Andray Abrahamian on 38 North explores the option of a travel ban in response to the murder of Otto Warmbier, and comes out somewhat against it:
More importantly, tourism has had a real impact on the class of people we need to connect with the most in the long term: middle and upper middle-class residents of Pyongyang. There has been a profound change in social attitudes among the community of citizens that are authorized to deal with foreigners in Pyongyang. In the past decade, there has been increased curiosity, cosmopolitanism, and open-mindedness among members of this group. In addition, these people have friends and friends of friends who also experience the outside world more, mostly through commercial ties with China. These people may not be able to change the country overnight, but they are its most important constituency for change, and in the long run, will become even more important.
Finally, tourism has been an extremely useful source of information for the community of Korea watchers. Tourists often identify and provide valuable insights into social and economic changes in a way that wasn’t possible before. Cutting off this source of information would be a loss for Korea analysts.

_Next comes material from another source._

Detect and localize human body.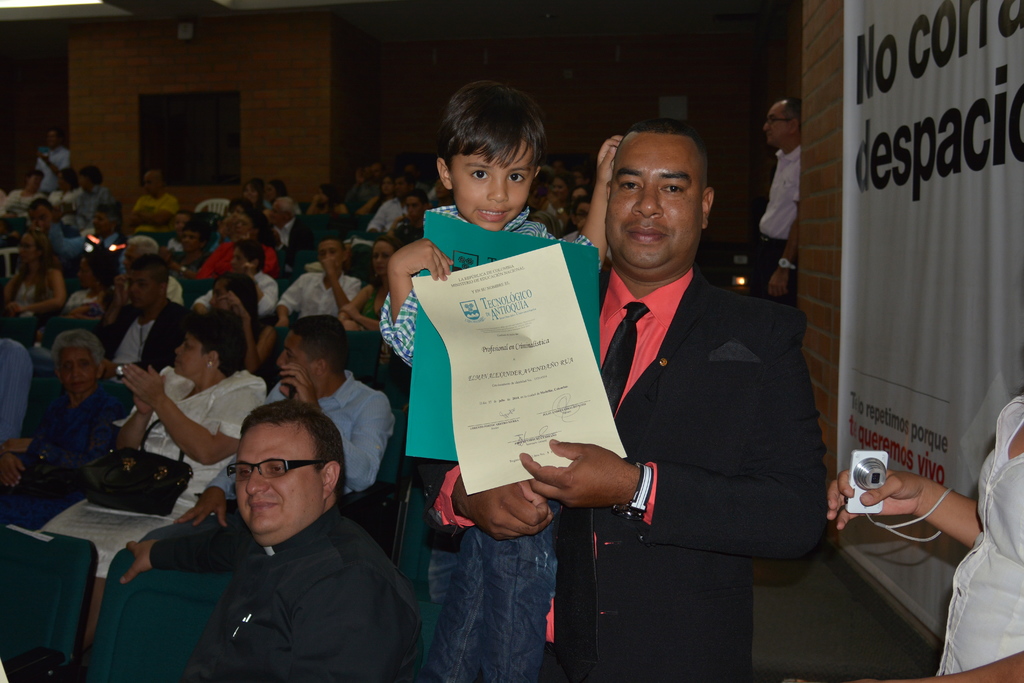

Tourism hasn’t been the engine for change that some hoped it might be, perhaps unrealistically, when North Korean officials began talking it up in the mid-1990s. But it is not without its benefits. Thus, any decision to try to curtail US or other tourism to North Korea should not be taken lightly. It would be a satisfying and justifiable moral rebuke and may somewhat reduce leverage that Pyongyang occasionally exploits in its relationship with the United States. It could also prevent the next Otto Warmbier from making a minor mistake that ends up being costly beyond words. However, it would also make people in an isolated place a little less connected to the outside world and harder to understand. Like so much when it comes to North Korea, every option has downsides.
I suppose this could be considered part of the strategic patience option pursued by the Obama Administration, giving the regime an opportunity to change while applying pressure that attempts to shape that change. Will the Trump Administration understand that? Will they still feel that the murder of Warmbier requires some sort of action that is more than giving North Korea the middle finger on Twitter?
And that metaphor spurs another thought. The Trump Administration’s loss of prestige has made the North Korean situation more dangerous because it’s more difficult to guess how the Kim regime monarchy will react to an insult from a country with a depressed prestige level, especially when the North Koreans Kim may perceive the North Korean prestige greatly enhanced due to their advancements in missile, nuclear, and computer technology. But I’m not sure who’s in greater danger – the United States or North Korea.